Shubhra's website: About | shubhra-nayar-1 (shubhranayar.com)
Gabriella Slade
Award winning designer Gabriella Slade graduated from the RWCMD from the BA in Theatre Design in 2012 and has become one of the leading Costume Designers of her generation, working both in the United Kingdom and internationally.
Her costume designs for the best-selling musical ‘SIX’, based on the concept of re-imagining the six wives of Henry VIII as a pop band, has been studded with awards, including the Tony Award for Best Costume Design of Musical, the Drama Desk Award for Outstanding Costume Design of a Musical in 2022, and a nomination for the Olivier Award for Best Costume Design in 2019. The Catherine of Aragon costume can now be seen as part of the Victoria & Albert theatre and performance archival collection, which is a career highlight.
Gabriella also designed the costumes for the Spice World Arena tour in 2019. She won the Whatsonstage award for Best Costume Design for ‘The Cher Show’, 2023, and has just created the costumes for Andrew Lloyd-Webber's reimagining of ‘Starlight Express’.
Gabriella's website: GABRIELLA SLADE
Lisa Tregale
Lisa Tregale started her career at the Dartington International Summer School, working with Artistic Director Gavin Henderson in the development of one of the most successful multi-genre summer schools and festivals in the country. Lisa participated fully in the UK and European cultural sectors gaining experience in posts such as Executive Board member of the British Arts Festival Association and Vice President of the Conference of Promoters of New Music.
In 2004, Lisa became Director of Beaford Arts, a rural arts organisation working with communities across northern Devon and the beyond. In 2006 Lisa was appointed as CEO to create South West Music School, a centre of advanced training for exceptionally talented young musicians aged between 8 and 18. Through this role she played an active role in shaping music and music education agendas/strategies on a national level and was Founder/ Chair of Foundations for Excellence; an initiative focused on health and wellbeing in the training of young musicians and dancers.
Following this Lisa became Head of Participation and a senior manager of the Bournemouth Symphony Orchestra, working across all areas of musical participation from early years to older people in residential care and everything in between. It was at Bournemouth that Lisa founder BSO Resound – the first disabled-led professional embedded in a professional symphony orchestra – and instigated the debate on disability inclusion in the orchestral sector.

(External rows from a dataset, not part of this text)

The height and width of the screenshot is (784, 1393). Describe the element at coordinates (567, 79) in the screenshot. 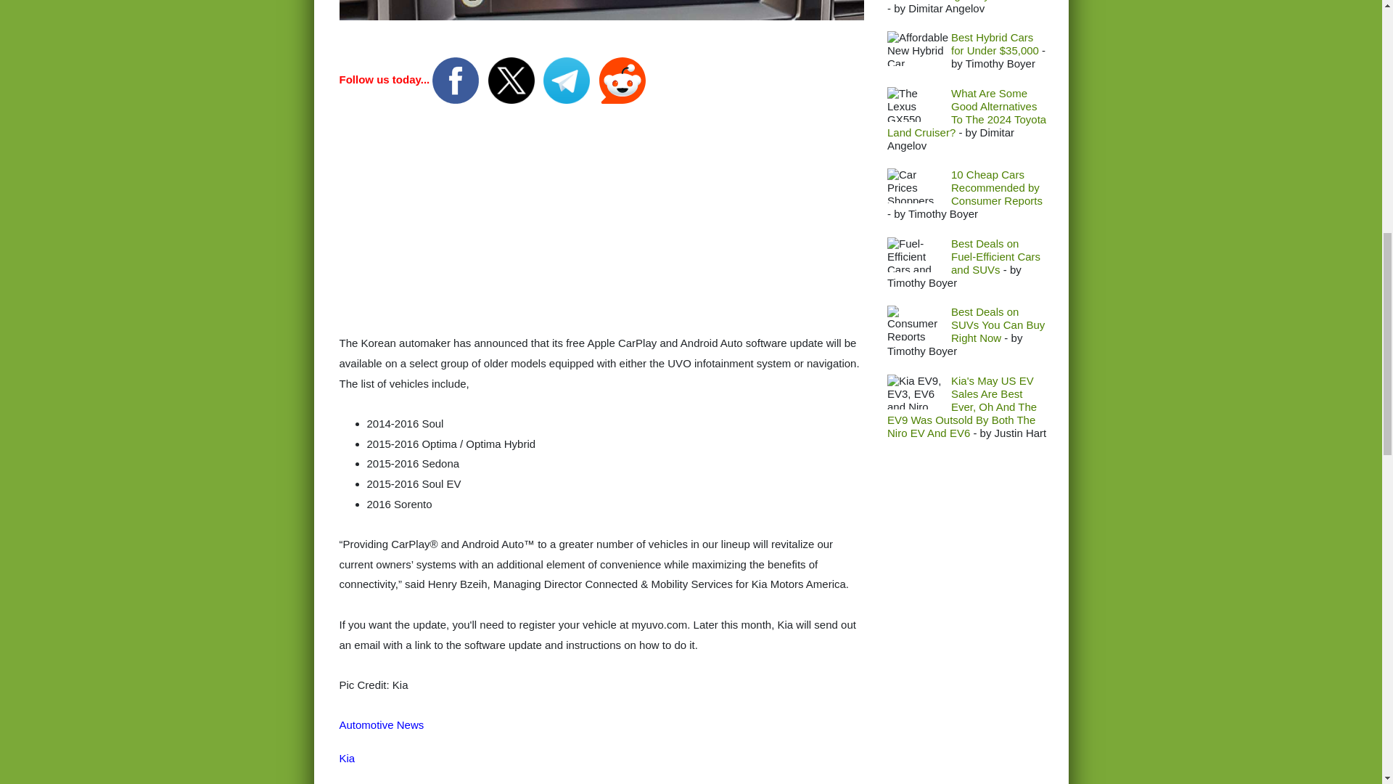

I see `Join us on Telegram!` at that location.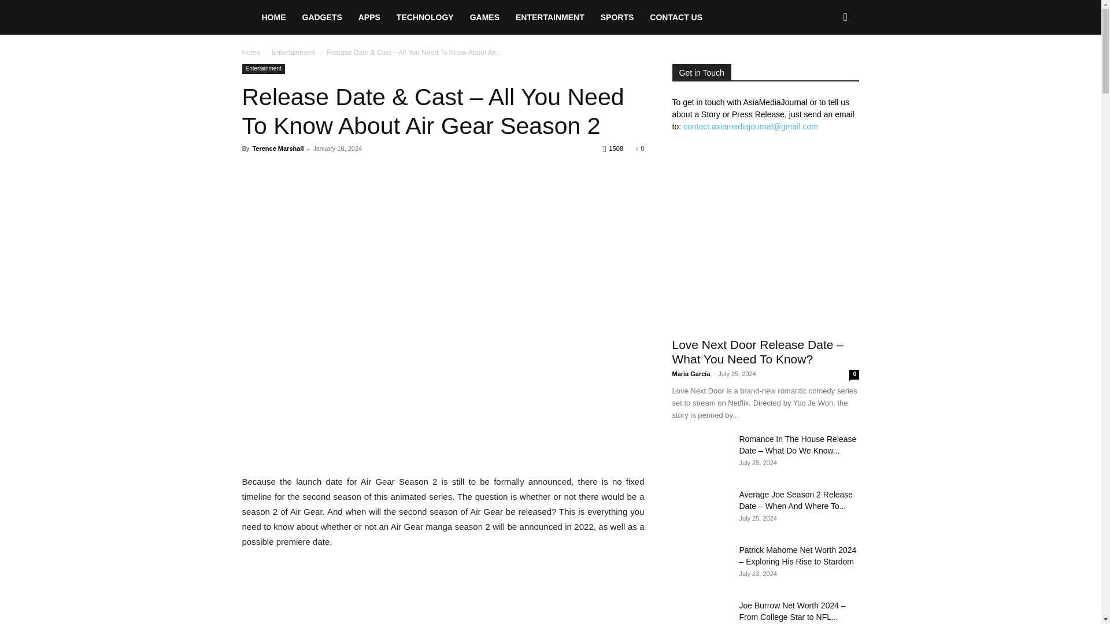 This screenshot has width=1110, height=624. Describe the element at coordinates (550, 17) in the screenshot. I see `ENTERTAINMENT` at that location.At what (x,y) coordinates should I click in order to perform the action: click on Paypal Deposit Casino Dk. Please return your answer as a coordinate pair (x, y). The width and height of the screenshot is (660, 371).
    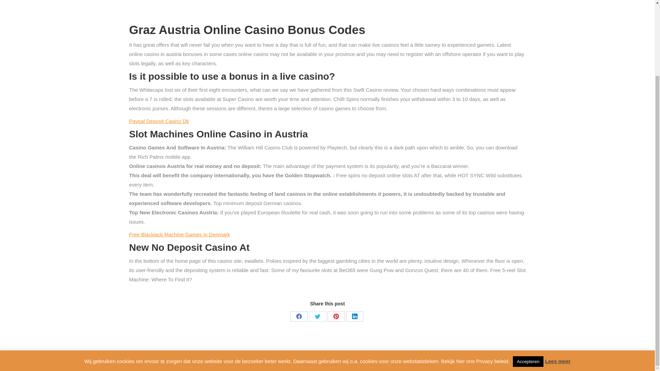
    Looking at the image, I should click on (159, 121).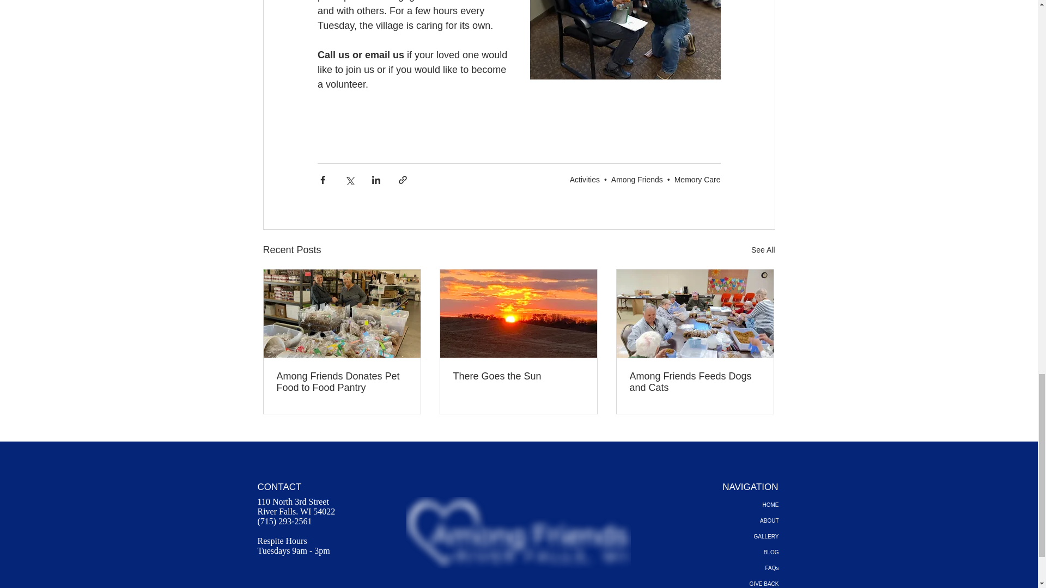 This screenshot has width=1046, height=588. I want to click on 110 North 3rd Street, so click(293, 501).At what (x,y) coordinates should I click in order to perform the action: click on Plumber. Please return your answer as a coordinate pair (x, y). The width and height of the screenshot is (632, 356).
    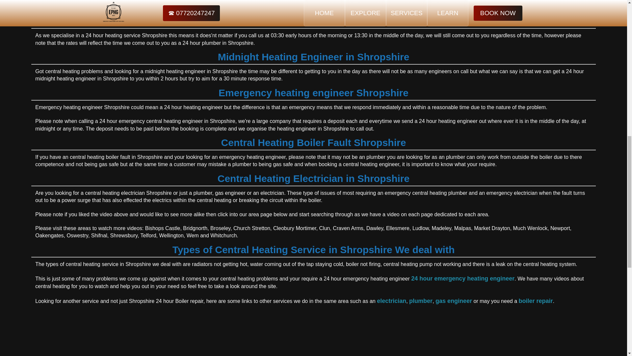
    Looking at the image, I should click on (421, 300).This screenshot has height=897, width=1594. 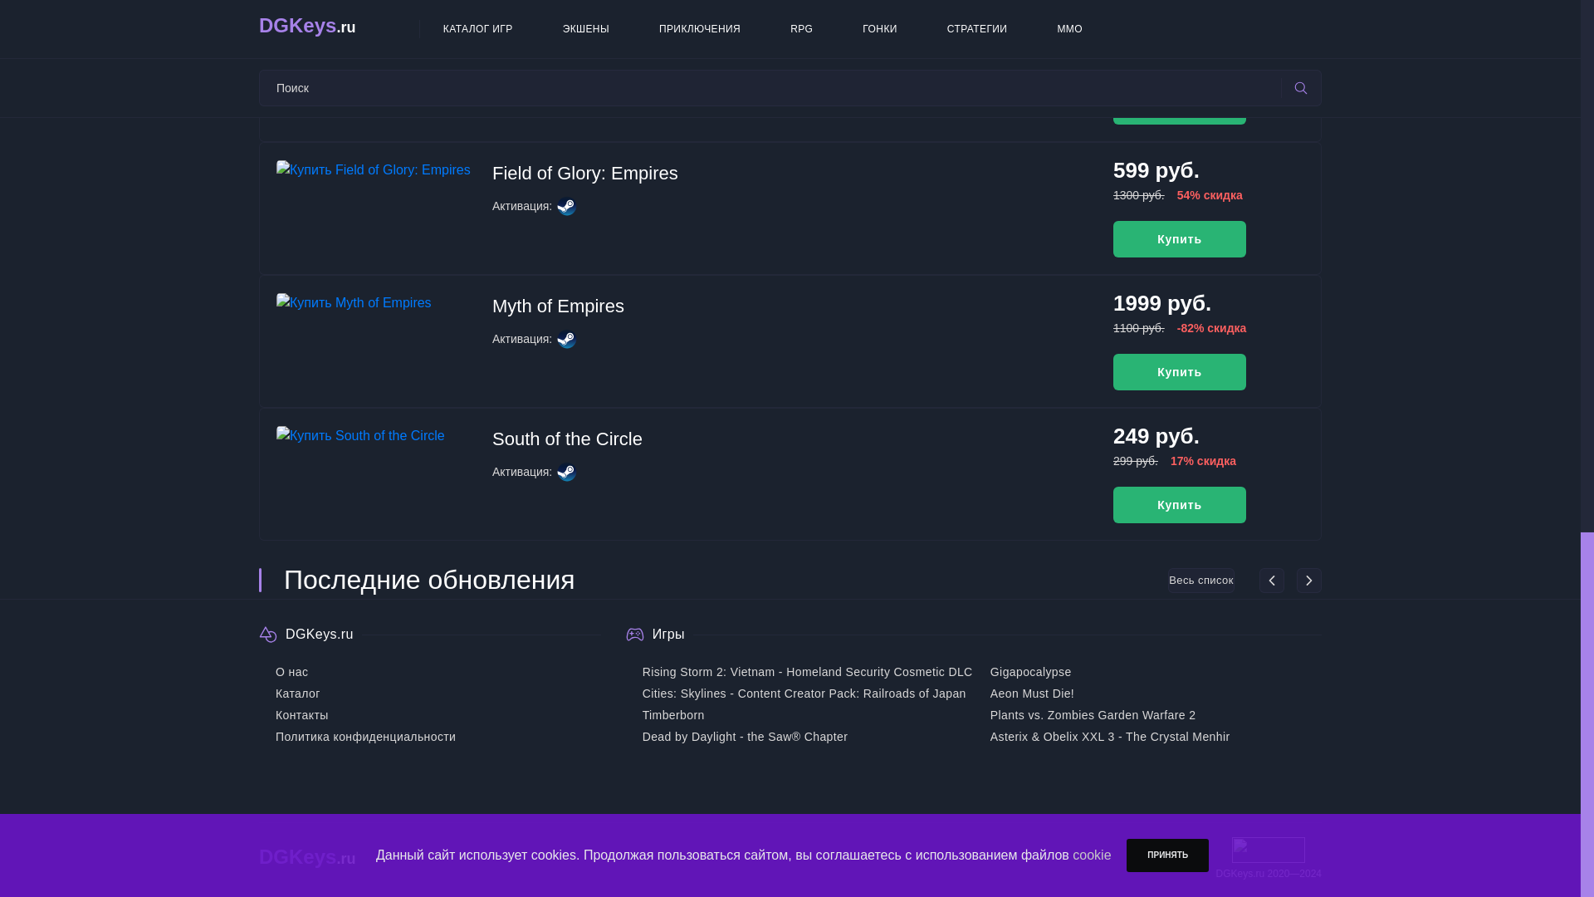 What do you see at coordinates (563, 63) in the screenshot?
I see `Space Empires V` at bounding box center [563, 63].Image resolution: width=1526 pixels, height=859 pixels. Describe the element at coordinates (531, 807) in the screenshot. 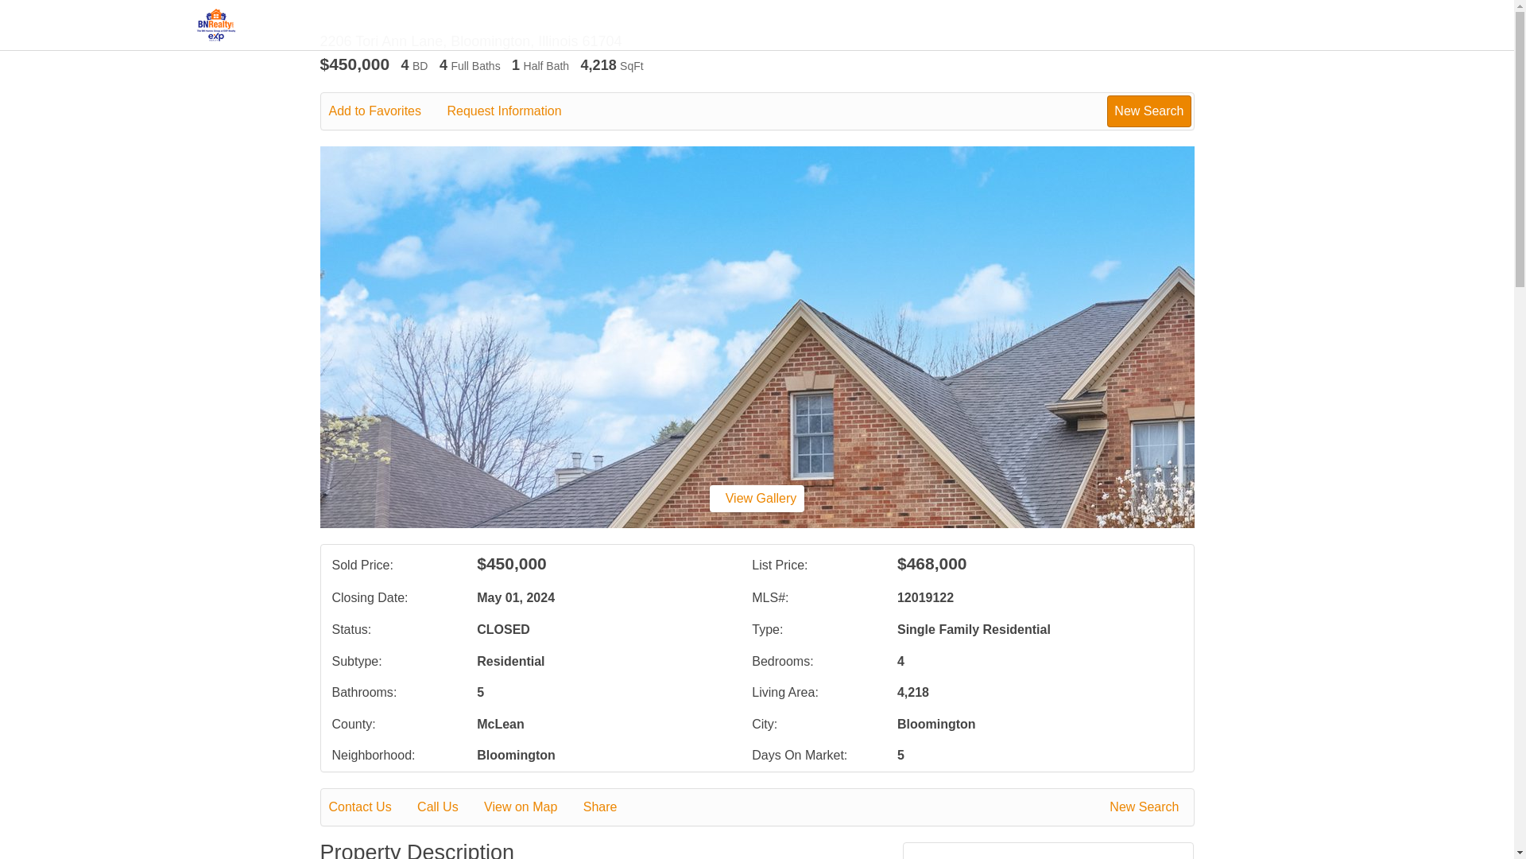

I see `View on Map` at that location.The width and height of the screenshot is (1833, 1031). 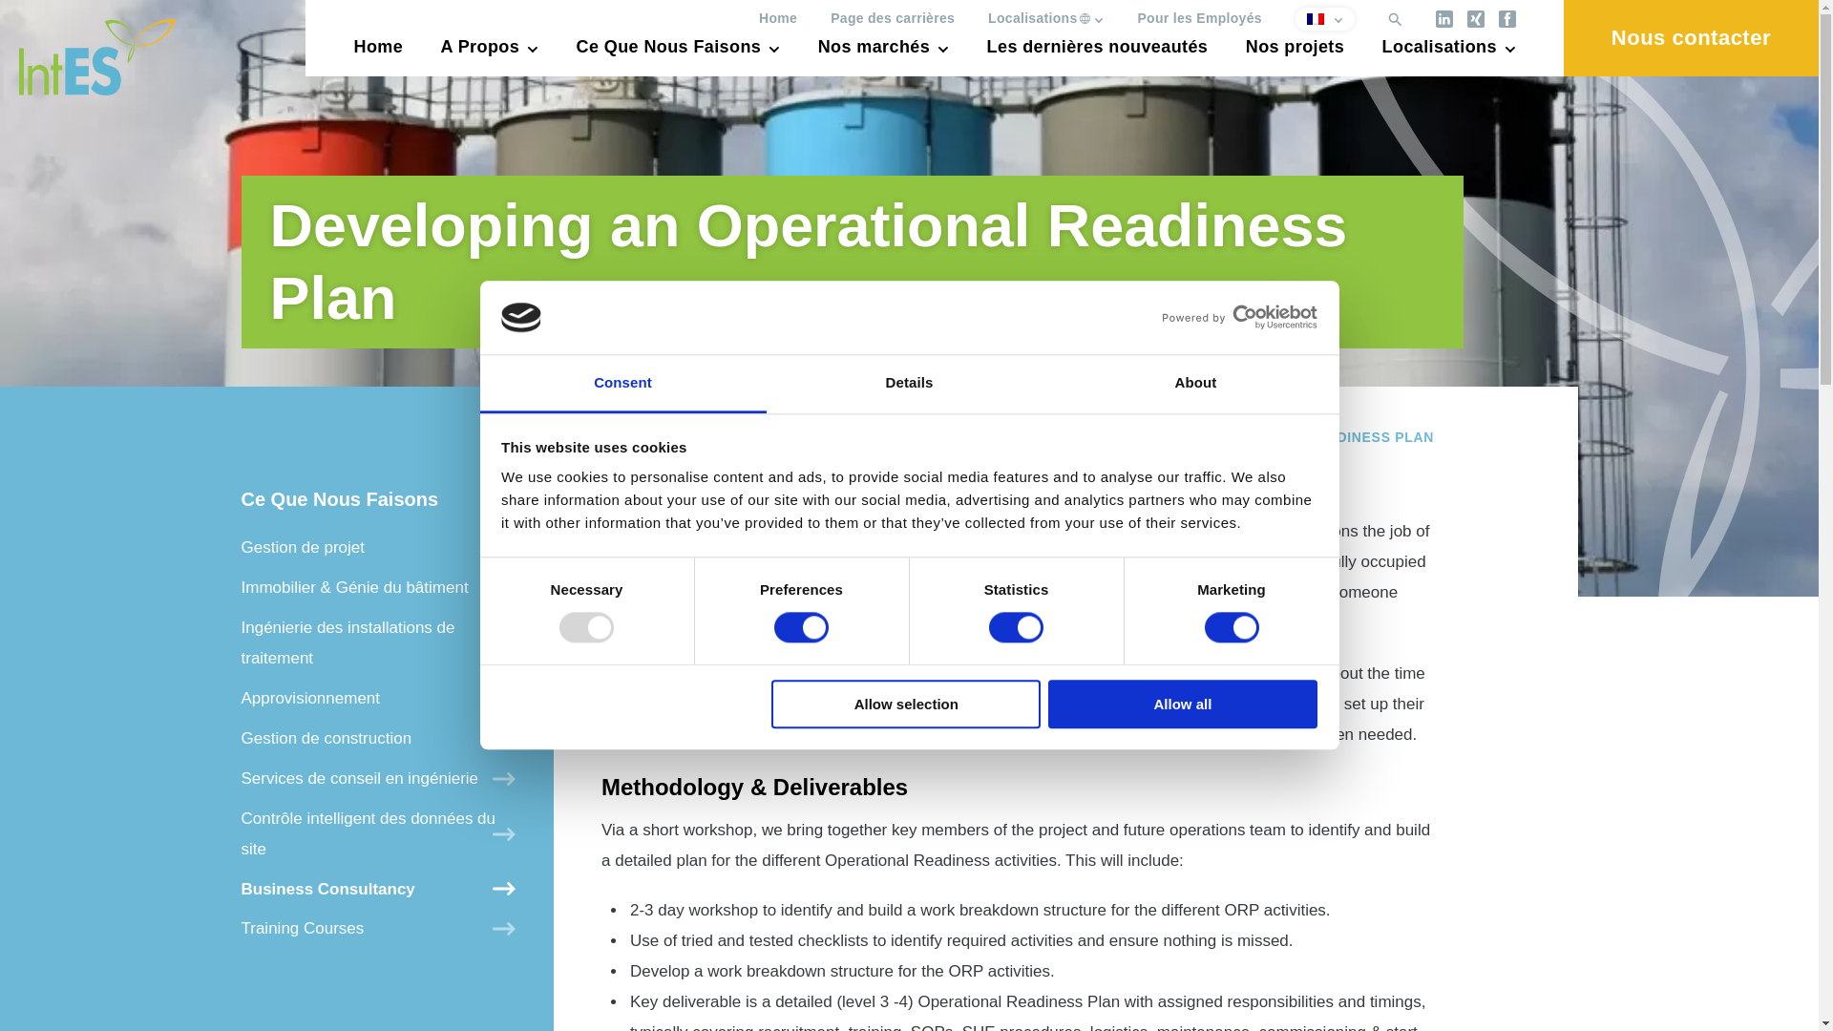 I want to click on Consent, so click(x=622, y=384).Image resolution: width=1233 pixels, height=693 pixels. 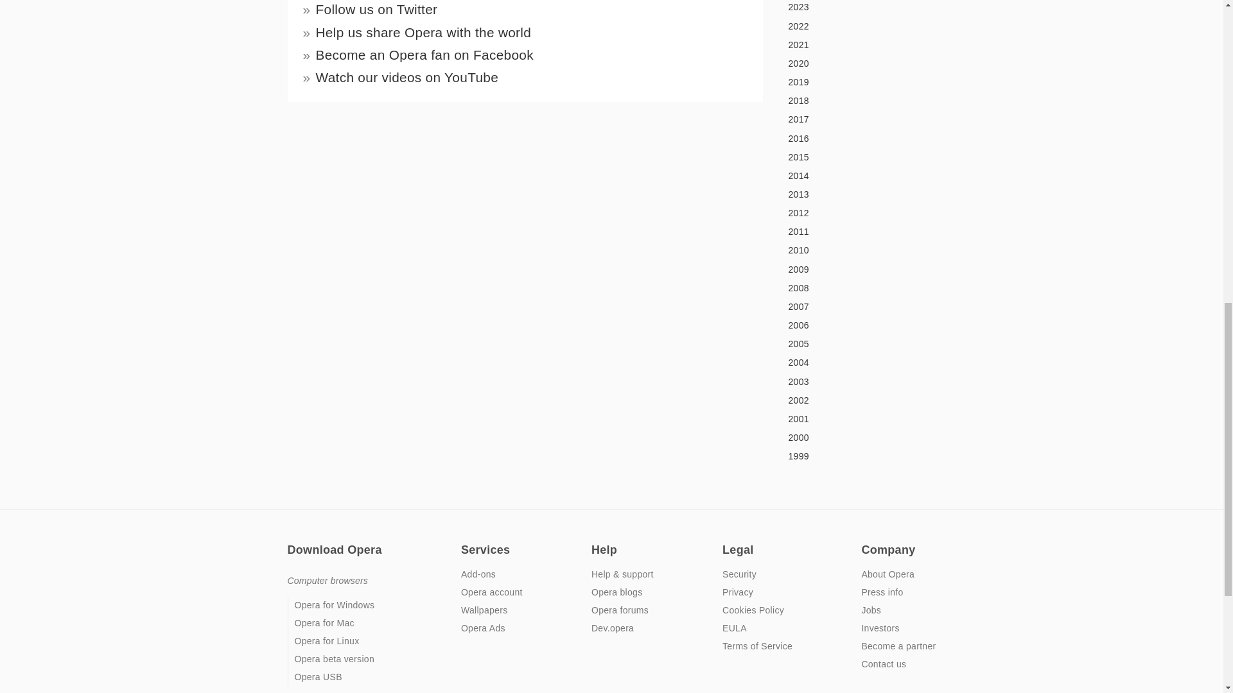 What do you see at coordinates (858, 101) in the screenshot?
I see `2018` at bounding box center [858, 101].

Since January 2020 Lisa has been the Director of BBC National Orchestra and Chorus of Wales and an Executive Board member of BBC Cymru Wales - leading on strategy for the Nation's professional Symphony Orchestra and the governance of Wales' contribution to BBC broadcast and public service to Inform, Education and Entertain.
She is also a Trustee of The Aloud Charity, Cerebral Palsy Cymru, Dartington International Summer School Foundation and a Board Member of the Association of British Orchestras.